• _Input_
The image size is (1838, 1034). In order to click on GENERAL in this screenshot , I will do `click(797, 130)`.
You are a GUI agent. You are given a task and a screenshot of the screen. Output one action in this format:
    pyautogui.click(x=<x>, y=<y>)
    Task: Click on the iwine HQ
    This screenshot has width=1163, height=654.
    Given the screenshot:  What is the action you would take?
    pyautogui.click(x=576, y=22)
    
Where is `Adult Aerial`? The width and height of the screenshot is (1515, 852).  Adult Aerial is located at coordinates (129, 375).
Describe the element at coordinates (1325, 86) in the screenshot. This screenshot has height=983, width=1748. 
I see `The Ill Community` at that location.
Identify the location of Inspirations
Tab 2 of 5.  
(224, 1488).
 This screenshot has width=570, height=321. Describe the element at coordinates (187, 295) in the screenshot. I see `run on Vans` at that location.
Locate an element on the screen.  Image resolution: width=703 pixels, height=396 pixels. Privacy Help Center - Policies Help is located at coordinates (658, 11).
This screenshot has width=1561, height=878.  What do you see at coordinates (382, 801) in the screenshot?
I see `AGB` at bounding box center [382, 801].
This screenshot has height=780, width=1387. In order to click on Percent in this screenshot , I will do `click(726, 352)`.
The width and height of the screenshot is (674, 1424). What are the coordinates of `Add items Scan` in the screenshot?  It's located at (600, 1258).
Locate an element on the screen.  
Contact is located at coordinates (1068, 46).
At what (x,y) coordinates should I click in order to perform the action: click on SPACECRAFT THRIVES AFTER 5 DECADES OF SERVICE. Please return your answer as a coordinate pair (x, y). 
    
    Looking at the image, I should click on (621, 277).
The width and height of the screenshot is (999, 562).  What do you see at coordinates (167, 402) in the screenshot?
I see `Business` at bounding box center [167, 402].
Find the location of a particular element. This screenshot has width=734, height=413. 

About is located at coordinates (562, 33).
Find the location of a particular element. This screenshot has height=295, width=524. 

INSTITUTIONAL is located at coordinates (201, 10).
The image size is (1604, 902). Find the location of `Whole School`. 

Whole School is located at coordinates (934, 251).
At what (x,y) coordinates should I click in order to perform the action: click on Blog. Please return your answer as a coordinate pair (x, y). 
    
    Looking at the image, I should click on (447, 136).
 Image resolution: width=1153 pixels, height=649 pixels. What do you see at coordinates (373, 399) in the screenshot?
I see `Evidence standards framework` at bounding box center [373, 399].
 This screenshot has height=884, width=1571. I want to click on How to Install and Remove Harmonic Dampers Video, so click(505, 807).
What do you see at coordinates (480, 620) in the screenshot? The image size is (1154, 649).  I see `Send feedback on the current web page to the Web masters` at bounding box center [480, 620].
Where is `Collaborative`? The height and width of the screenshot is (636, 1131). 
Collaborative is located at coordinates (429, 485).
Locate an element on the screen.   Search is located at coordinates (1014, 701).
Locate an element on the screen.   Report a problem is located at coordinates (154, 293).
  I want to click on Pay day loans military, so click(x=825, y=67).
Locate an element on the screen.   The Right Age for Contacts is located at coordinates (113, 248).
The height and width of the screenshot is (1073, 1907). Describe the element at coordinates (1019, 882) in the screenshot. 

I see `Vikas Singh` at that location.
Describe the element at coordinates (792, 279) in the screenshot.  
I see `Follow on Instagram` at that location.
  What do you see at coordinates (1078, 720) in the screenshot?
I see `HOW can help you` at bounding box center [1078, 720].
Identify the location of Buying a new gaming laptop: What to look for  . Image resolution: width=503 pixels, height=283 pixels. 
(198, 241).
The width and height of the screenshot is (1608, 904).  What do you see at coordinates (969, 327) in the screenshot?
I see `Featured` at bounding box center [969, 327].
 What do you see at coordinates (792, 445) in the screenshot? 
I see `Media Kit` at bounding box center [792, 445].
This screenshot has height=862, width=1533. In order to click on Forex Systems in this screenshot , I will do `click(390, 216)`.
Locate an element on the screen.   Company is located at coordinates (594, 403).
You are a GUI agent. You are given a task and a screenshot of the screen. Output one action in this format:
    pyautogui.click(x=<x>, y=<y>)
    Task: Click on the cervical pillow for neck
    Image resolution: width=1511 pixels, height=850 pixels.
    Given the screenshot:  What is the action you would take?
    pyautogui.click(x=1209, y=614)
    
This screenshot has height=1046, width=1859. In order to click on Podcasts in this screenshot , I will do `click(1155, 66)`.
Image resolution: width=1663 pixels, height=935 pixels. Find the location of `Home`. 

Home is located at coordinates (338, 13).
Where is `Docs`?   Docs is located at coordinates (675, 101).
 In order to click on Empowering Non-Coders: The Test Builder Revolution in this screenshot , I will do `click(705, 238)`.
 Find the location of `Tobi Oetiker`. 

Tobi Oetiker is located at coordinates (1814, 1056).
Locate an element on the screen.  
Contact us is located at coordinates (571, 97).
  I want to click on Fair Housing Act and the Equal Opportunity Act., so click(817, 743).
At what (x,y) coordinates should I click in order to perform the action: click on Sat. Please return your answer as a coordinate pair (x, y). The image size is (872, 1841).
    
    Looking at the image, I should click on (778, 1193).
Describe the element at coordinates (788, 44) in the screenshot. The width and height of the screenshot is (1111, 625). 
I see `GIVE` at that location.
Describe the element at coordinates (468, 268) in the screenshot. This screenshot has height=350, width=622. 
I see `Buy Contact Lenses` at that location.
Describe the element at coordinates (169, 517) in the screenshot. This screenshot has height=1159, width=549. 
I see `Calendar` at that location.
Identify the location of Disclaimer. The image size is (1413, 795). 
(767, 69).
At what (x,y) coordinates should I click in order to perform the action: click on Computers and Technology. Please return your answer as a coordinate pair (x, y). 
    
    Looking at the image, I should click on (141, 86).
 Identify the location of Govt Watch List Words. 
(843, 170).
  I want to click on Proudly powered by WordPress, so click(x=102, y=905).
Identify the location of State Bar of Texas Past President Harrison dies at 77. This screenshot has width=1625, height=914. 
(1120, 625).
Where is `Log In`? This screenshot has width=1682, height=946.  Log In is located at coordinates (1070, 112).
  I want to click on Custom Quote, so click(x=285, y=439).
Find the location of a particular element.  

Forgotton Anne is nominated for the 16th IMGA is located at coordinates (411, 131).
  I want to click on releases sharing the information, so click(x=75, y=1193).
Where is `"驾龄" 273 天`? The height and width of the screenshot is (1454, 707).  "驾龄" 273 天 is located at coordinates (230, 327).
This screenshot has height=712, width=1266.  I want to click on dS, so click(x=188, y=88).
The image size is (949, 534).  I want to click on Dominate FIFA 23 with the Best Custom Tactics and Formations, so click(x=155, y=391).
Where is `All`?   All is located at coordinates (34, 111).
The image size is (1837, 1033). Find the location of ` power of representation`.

• _Exercise instructions_
Once you have read the records above, set each one down again exactly.

• _Task answer_
The image size is (1838, 1034). In order to click on GENERAL in this screenshot , I will do `click(797, 130)`.
You are a GUI agent. You are given a task and a screenshot of the screen. Output one action in this format:
    pyautogui.click(x=<x>, y=<y>)
    Task: Click on the iwine HQ
    This screenshot has width=1163, height=654.
    Given the screenshot:  What is the action you would take?
    pyautogui.click(x=576, y=22)
    
Where is `Adult Aerial`? The width and height of the screenshot is (1515, 852).  Adult Aerial is located at coordinates (129, 375).
Describe the element at coordinates (1325, 86) in the screenshot. This screenshot has height=983, width=1748. 
I see `The Ill Community` at that location.
Identify the location of Inspirations
Tab 2 of 5.  
(224, 1488).
 This screenshot has width=570, height=321. Describe the element at coordinates (187, 295) in the screenshot. I see `run on Vans` at that location.
Locate an element on the screen.  Image resolution: width=703 pixels, height=396 pixels. Privacy Help Center - Policies Help is located at coordinates (658, 11).
This screenshot has width=1561, height=878.  What do you see at coordinates (382, 801) in the screenshot?
I see `AGB` at bounding box center [382, 801].
This screenshot has height=780, width=1387. In order to click on Percent in this screenshot , I will do `click(726, 352)`.
The width and height of the screenshot is (674, 1424). What are the coordinates of `Add items Scan` in the screenshot?  It's located at (600, 1258).
Locate an element on the screen.  
Contact is located at coordinates (1068, 46).
At what (x,y) coordinates should I click in order to perform the action: click on SPACECRAFT THRIVES AFTER 5 DECADES OF SERVICE. Please return your answer as a coordinate pair (x, y). 
    
    Looking at the image, I should click on (621, 277).
The width and height of the screenshot is (999, 562).  What do you see at coordinates (167, 402) in the screenshot?
I see `Business` at bounding box center [167, 402].
Find the location of a particular element. This screenshot has width=734, height=413. 

About is located at coordinates (562, 33).
Find the location of a particular element. This screenshot has height=295, width=524. 

INSTITUTIONAL is located at coordinates (201, 10).
The image size is (1604, 902). Find the location of `Whole School`. 

Whole School is located at coordinates (934, 251).
At what (x,y) coordinates should I click in order to perform the action: click on Blog. Please return your answer as a coordinate pair (x, y). 
    
    Looking at the image, I should click on (447, 136).
 Image resolution: width=1153 pixels, height=649 pixels. What do you see at coordinates (373, 399) in the screenshot?
I see `Evidence standards framework` at bounding box center [373, 399].
 This screenshot has height=884, width=1571. I want to click on How to Install and Remove Harmonic Dampers Video, so click(505, 807).
What do you see at coordinates (480, 620) in the screenshot? The image size is (1154, 649).  I see `Send feedback on the current web page to the Web masters` at bounding box center [480, 620].
Where is `Collaborative`? The height and width of the screenshot is (636, 1131). 
Collaborative is located at coordinates (429, 485).
Locate an element on the screen.   Search is located at coordinates (1014, 701).
Locate an element on the screen.   Report a problem is located at coordinates (154, 293).
  I want to click on Pay day loans military, so click(x=825, y=67).
Locate an element on the screen.   The Right Age for Contacts is located at coordinates (113, 248).
The height and width of the screenshot is (1073, 1907). Describe the element at coordinates (1019, 882) in the screenshot. 

I see `Vikas Singh` at that location.
Describe the element at coordinates (792, 279) in the screenshot.  
I see `Follow on Instagram` at that location.
  What do you see at coordinates (1078, 720) in the screenshot?
I see `HOW can help you` at bounding box center [1078, 720].
Identify the location of Buying a new gaming laptop: What to look for  . Image resolution: width=503 pixels, height=283 pixels. 
(198, 241).
The width and height of the screenshot is (1608, 904).  What do you see at coordinates (969, 327) in the screenshot?
I see `Featured` at bounding box center [969, 327].
 What do you see at coordinates (792, 445) in the screenshot? 
I see `Media Kit` at bounding box center [792, 445].
This screenshot has height=862, width=1533. In order to click on Forex Systems in this screenshot , I will do `click(390, 216)`.
Locate an element on the screen.   Company is located at coordinates (594, 403).
You are a GUI agent. You are given a task and a screenshot of the screen. Output one action in this format:
    pyautogui.click(x=<x>, y=<y>)
    Task: Click on the cervical pillow for neck
    Image resolution: width=1511 pixels, height=850 pixels.
    Given the screenshot:  What is the action you would take?
    pyautogui.click(x=1209, y=614)
    
This screenshot has height=1046, width=1859. In order to click on Podcasts in this screenshot , I will do `click(1155, 66)`.
Image resolution: width=1663 pixels, height=935 pixels. Find the location of `Home`. 

Home is located at coordinates (338, 13).
Where is `Docs`?   Docs is located at coordinates (675, 101).
 In order to click on Empowering Non-Coders: The Test Builder Revolution in this screenshot , I will do `click(705, 238)`.
 Find the location of `Tobi Oetiker`. 

Tobi Oetiker is located at coordinates (1814, 1056).
Locate an element on the screen.  
Contact us is located at coordinates (571, 97).
  I want to click on Fair Housing Act and the Equal Opportunity Act., so click(817, 743).
At what (x,y) coordinates should I click in order to perform the action: click on Sat. Please return your answer as a coordinate pair (x, y). The image size is (872, 1841).
    
    Looking at the image, I should click on (778, 1193).
Describe the element at coordinates (788, 44) in the screenshot. The width and height of the screenshot is (1111, 625). 
I see `GIVE` at that location.
Describe the element at coordinates (468, 268) in the screenshot. This screenshot has height=350, width=622. 
I see `Buy Contact Lenses` at that location.
Describe the element at coordinates (169, 517) in the screenshot. This screenshot has height=1159, width=549. 
I see `Calendar` at that location.
Identify the location of Disclaimer. The image size is (1413, 795). 
(767, 69).
At what (x,y) coordinates should I click in order to perform the action: click on Computers and Technology. Please return your answer as a coordinate pair (x, y). 
    
    Looking at the image, I should click on (141, 86).
 Identify the location of Govt Watch List Words. 
(843, 170).
  I want to click on Proudly powered by WordPress, so click(x=102, y=905).
Identify the location of State Bar of Texas Past President Harrison dies at 77. This screenshot has width=1625, height=914. 
(1120, 625).
Where is `Log In`? This screenshot has width=1682, height=946.  Log In is located at coordinates (1070, 112).
  I want to click on Custom Quote, so click(x=285, y=439).
Find the location of a particular element.  

Forgotton Anne is nominated for the 16th IMGA is located at coordinates (411, 131).
  I want to click on releases sharing the information, so click(x=75, y=1193).
Where is `"驾龄" 273 天`? The height and width of the screenshot is (1454, 707).  "驾龄" 273 天 is located at coordinates (230, 327).
This screenshot has height=712, width=1266.  I want to click on dS, so click(x=188, y=88).
The image size is (949, 534).  I want to click on Dominate FIFA 23 with the Best Custom Tactics and Formations, so click(x=155, y=391).
Where is `All`?   All is located at coordinates (34, 111).
The image size is (1837, 1033). Find the location of ` power of representation`.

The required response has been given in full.